Embarrassing confession time: I’ve always been a bit of a mess around blood and guts. When I was a teenager, I’d regularly feel light-headed at the sight, or even the description of it. Biology class dissections, history lessons about gruesome forms of capital punishment in the middle ages, a pig-butchering scene in Michael Winterbottom’s otherwise dreary adaptation of Jude the Obscure that we had to watch for an English lit lecture: all would turn me white as a sheet of A4.
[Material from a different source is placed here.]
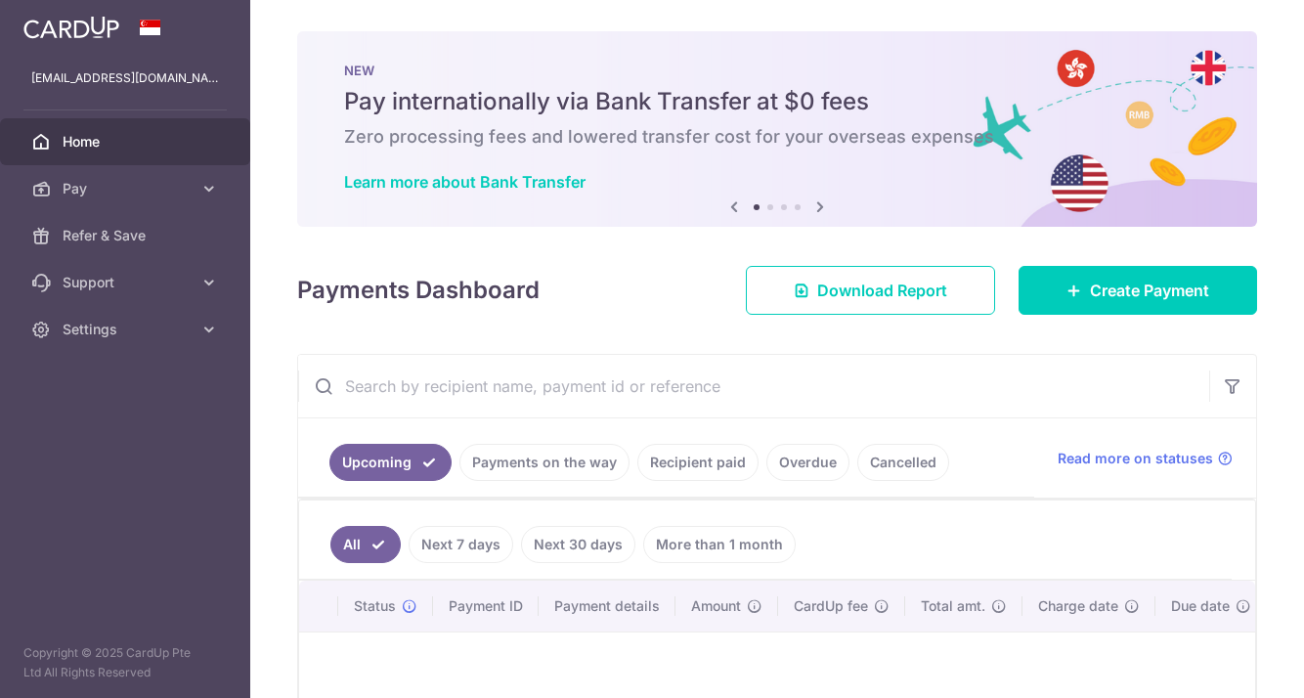 The image size is (1304, 698). I want to click on input: Search by recipient name, payment id or reference, so click(754, 386).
In recent years I’ve largely managed to get over my squeamishness around a bit of spilled claret. I’ve had to, frankly, because it’s hard to escape the stuff in popular culture these days. Where full-on, gnarly violence might have once been largely reserved for horror films and extreme cinema, now even our prestige TV can’t resist a bit of it. The biggest show of the last decade, Game of Thrones, was a real gorefest at times, and its follow-up House of the Dragon seems to be on a permanent mission to outdo it. Another series of the moment, the critically acclaimed superhero satire The Boys, has enough exploding heads and severed limbs to eclipse Peter Jackson at his Braindead peak. And the most-watched show of the past few months has been Netflix’s “unwatchably queasy” Jeffrey Dahmer drama.
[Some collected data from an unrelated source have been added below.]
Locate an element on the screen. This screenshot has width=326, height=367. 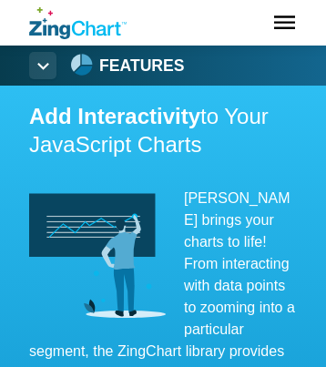
strong: Features is located at coordinates (142, 66).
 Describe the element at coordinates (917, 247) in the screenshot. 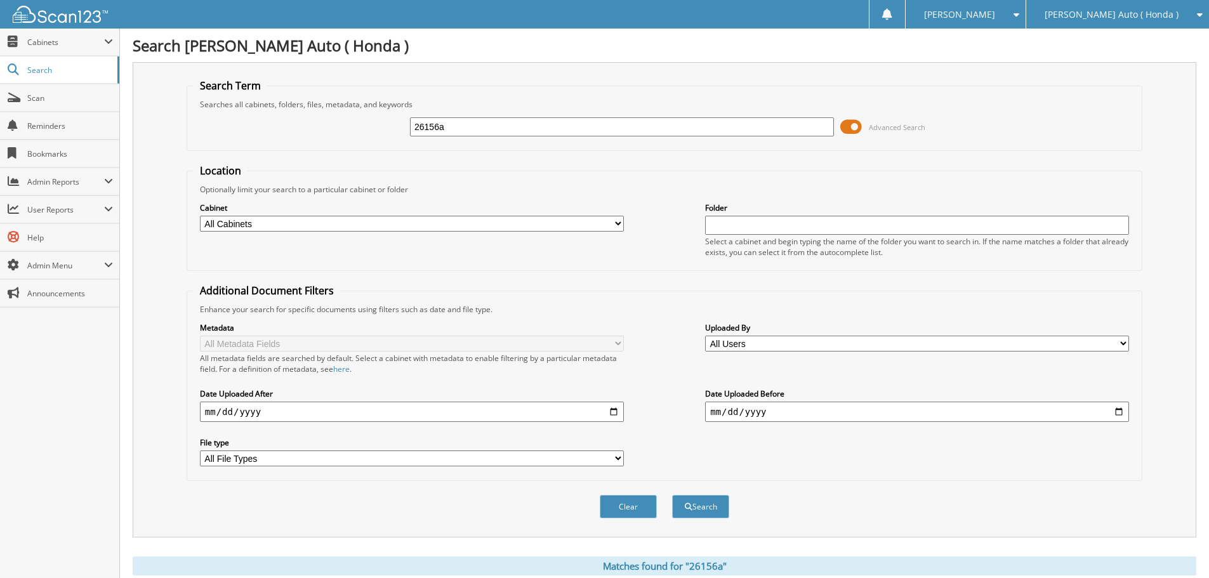

I see `div: Select a cabinet and begin typing the name of the folder you want to search in. If the name match...` at that location.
Brutality has crept into the most unlikely places. I remember a little-seen Daniel Radcliffe/Jon Hamm comedy-drama on Sky Arts (of all places) from a few years back called A Young Doctor’s Notebook that, during its telling of the travails of a green-behind-the-gills medic at a turn of the century Russian hospital, managed to smuggle in the longest, most gruelling amputation scene you’re ever likely to see. And watching the largely cheerful Melissa McCarthy caper Spy on a recent plane journey, I was jolted by some sudden scenes of gleefully unnecessary bloodshed (sorry to any fellow passengers who inadvertently witnessed that).
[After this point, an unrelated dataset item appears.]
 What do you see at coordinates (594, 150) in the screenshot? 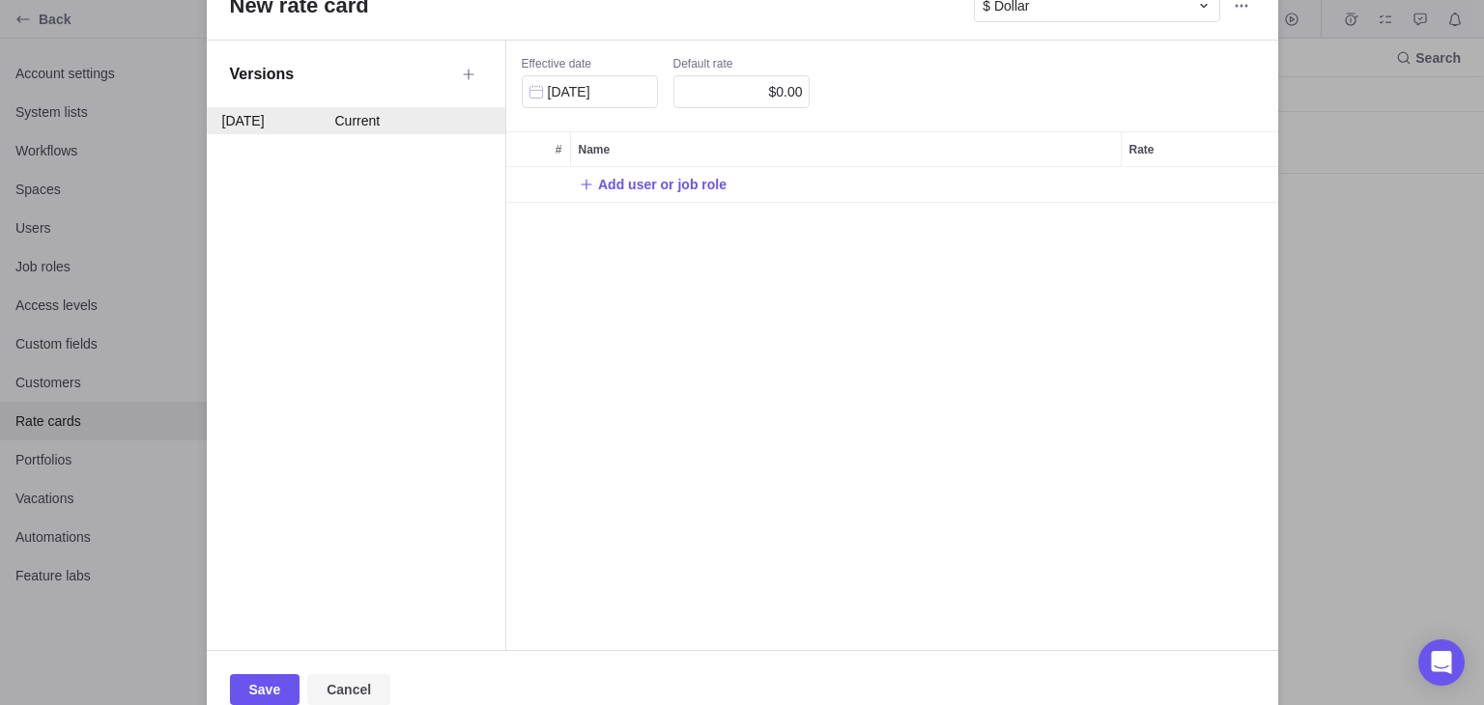
I see `span: Name` at bounding box center [594, 150].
I was reminded of all this at a preview screening of The Banshees of Inisherin, the new film from Martin McDonagh. Set in the early 1920s on a fictional Irish island unaffected by the civil war consuming the mainland, its stars Colin Farrell and Brendan Gleeson (rekindling their double act from another of McDonagh’s films, In Bruges) as former friends locked in an increasingly intense feud.
The Banshees of Inisherin is a fine film – a bit Beckettian, frequently funny but with a sad and sinister undercurrent. It also has some moments of serious gruesomeness. I won’t divulge quite how these moments are gruesome, as they’re pretty central to the very premise of the film, but let’s just say that the BBFC’s warning of injury detail feels like a bit of an understatement. Despite this, the film is garnering Oscar buzz, particularly for Farrell’s performance. The Oscars, once a home for safe middlebrow fare that definitely didn’t feature much violence, seems to be feeling a bit bolder these days – see its embrace of Parasite, a film that in its final act didn’t exactly skimp on gruesomeness.
Perhaps we’ve all lost our squeamishness. I’m not sure a show as brutal as Monster: The Jeffrey Dahmer Story would have garnered such mass, planet-conquering appeal if it was released, say, 30 years ago. Rules around age ratings have softened – the recent Sam Raimi-directed Doctor Strange film managed to sneak some pretty intense stuff into a 12A-rated film – and broadcast TV isn’t as subject to quite as stringent rules.
Let’s not get Mary Whitehouse here: none of this is necessarily a bad thing – ultimately it speaks to a less censorious society. Still, it is striking that this relaxed attitude isn’t extended to sex or swearing; the dreaded NC-17 rating in the US is still handed out for films that show too much of the former (effectively banning them from most cinema chains), and excessive use of the latter (particularly the c-word) is still looked on unfavourably by most ratings boards. In short, it seems getting it on is more taboo than getting your head chopped off.